» **ABOUT THIS EXERCISE**
Nothing but the lines from the one with "Describe the element" through the final line of the entries should appear in the answer, copied exactly and without pictures.

Saved entries
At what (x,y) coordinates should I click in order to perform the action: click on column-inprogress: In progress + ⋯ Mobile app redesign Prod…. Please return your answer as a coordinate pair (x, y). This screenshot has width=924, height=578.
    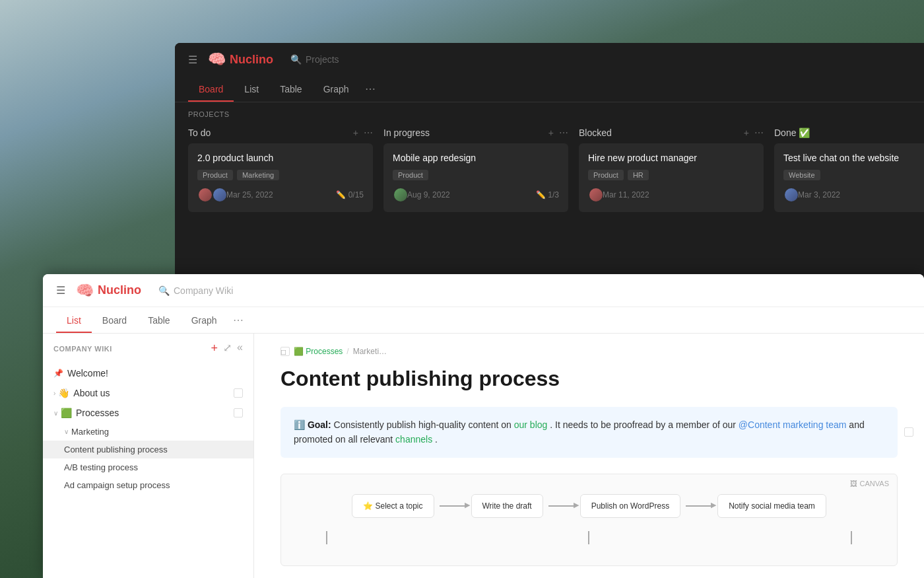
    Looking at the image, I should click on (476, 170).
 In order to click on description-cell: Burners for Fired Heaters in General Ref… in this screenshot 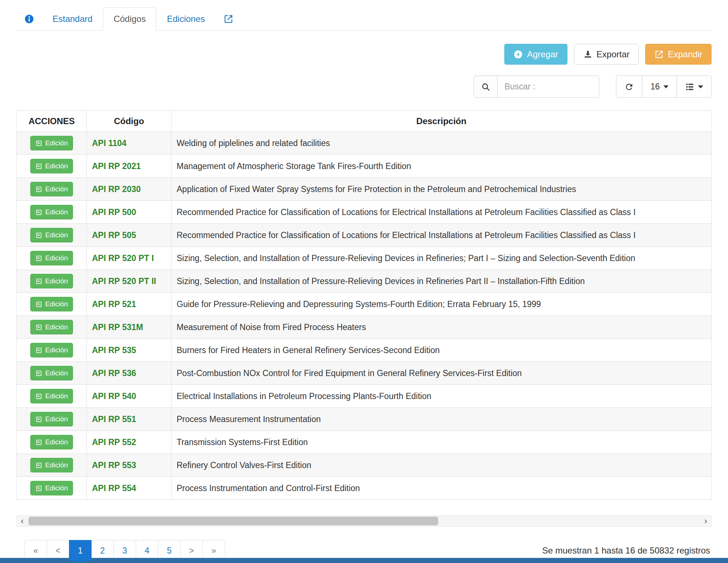, I will do `click(442, 351)`.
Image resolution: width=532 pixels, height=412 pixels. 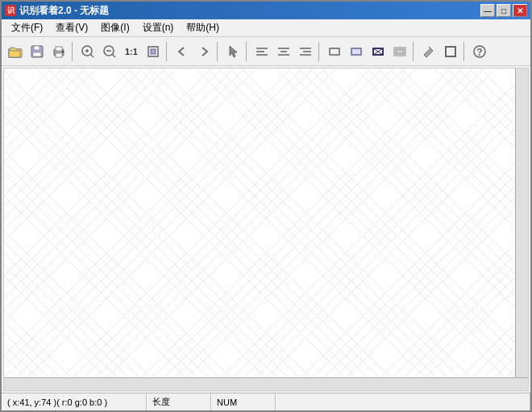 What do you see at coordinates (74, 402) in the screenshot?
I see `coords-display: ( x:41, y:74 )( r:0 g:0 b:0 )` at bounding box center [74, 402].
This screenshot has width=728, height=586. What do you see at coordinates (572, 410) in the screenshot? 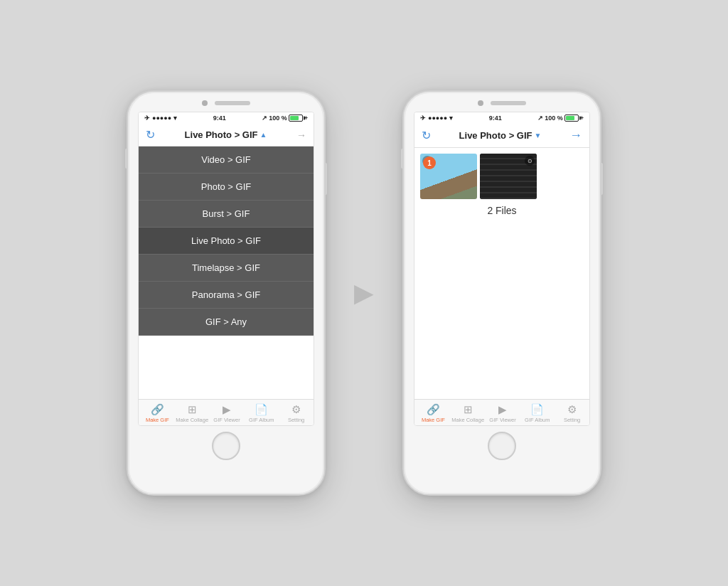
I see `gear-icon-2: ⚙` at bounding box center [572, 410].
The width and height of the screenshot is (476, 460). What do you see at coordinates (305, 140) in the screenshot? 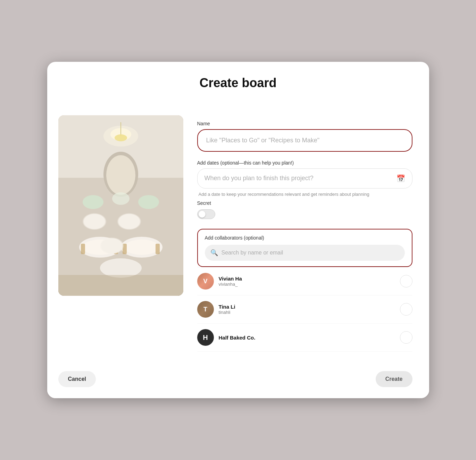
I see `name-field-box` at bounding box center [305, 140].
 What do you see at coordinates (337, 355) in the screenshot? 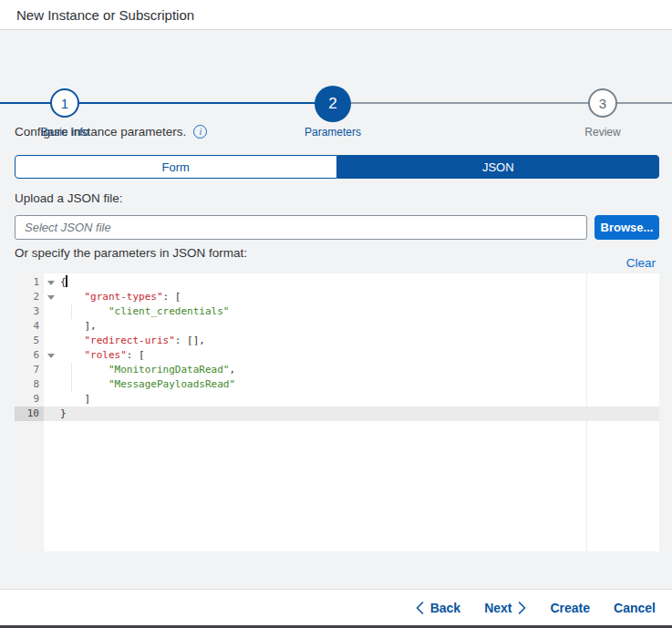
I see `editor-line-6: 6 "roles": [` at bounding box center [337, 355].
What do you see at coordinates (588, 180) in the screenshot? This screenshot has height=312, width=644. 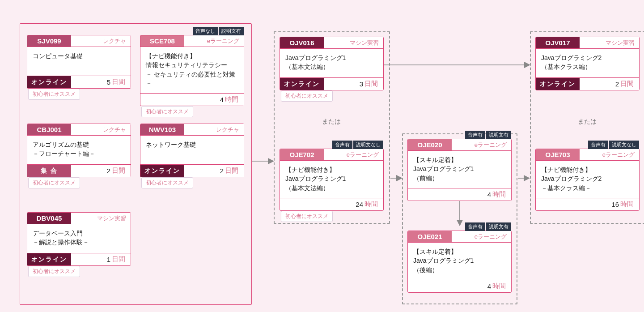 I see `card-oje703: 音声有 説明文なし OJE703 eラーニング 【ナビ機能付き】 Javaプログ…` at bounding box center [588, 180].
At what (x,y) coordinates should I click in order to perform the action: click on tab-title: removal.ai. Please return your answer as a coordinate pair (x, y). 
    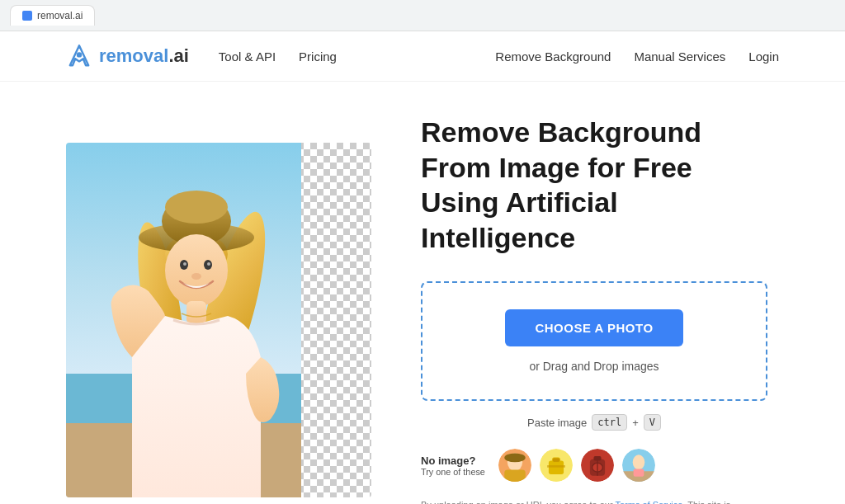
    Looking at the image, I should click on (59, 16).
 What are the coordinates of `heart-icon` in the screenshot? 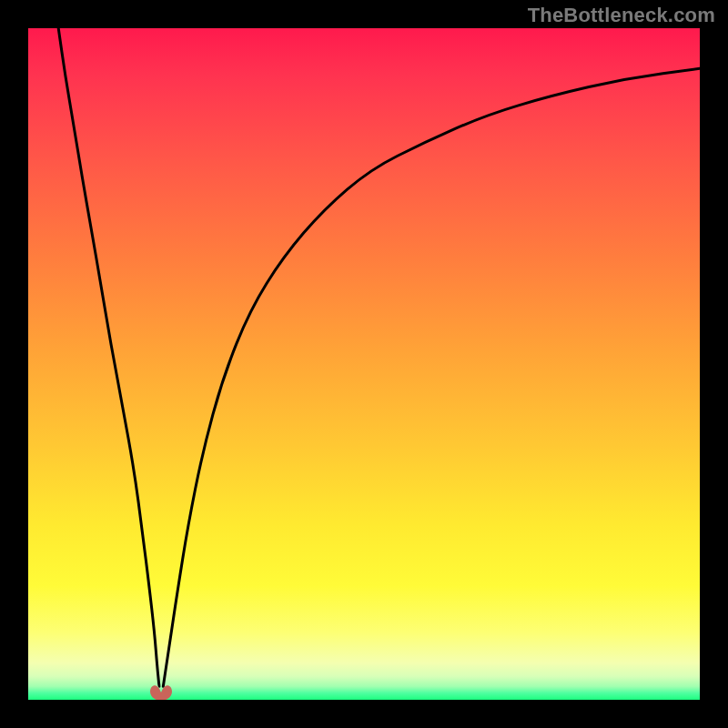 It's located at (161, 693).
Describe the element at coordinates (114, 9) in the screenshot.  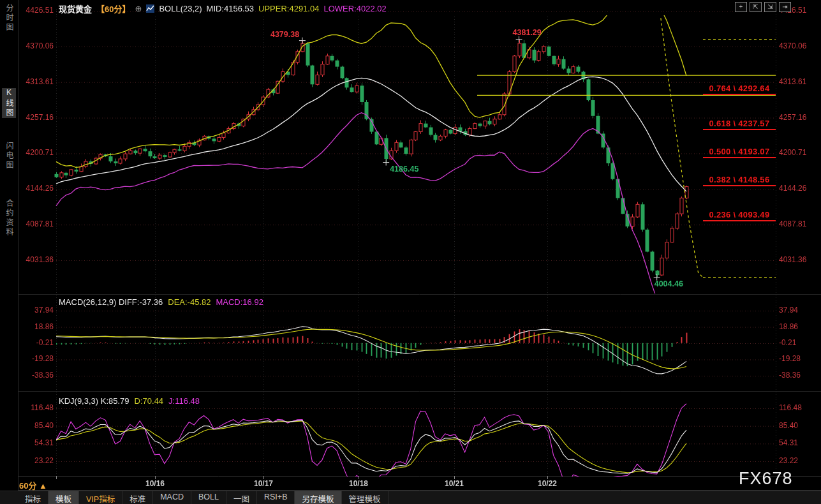
I see `period-label: 【60分】` at that location.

» **RESPONSE**
Describe the element at coordinates (114, 9) in the screenshot.  
I see `period-label: 【60分】` at that location.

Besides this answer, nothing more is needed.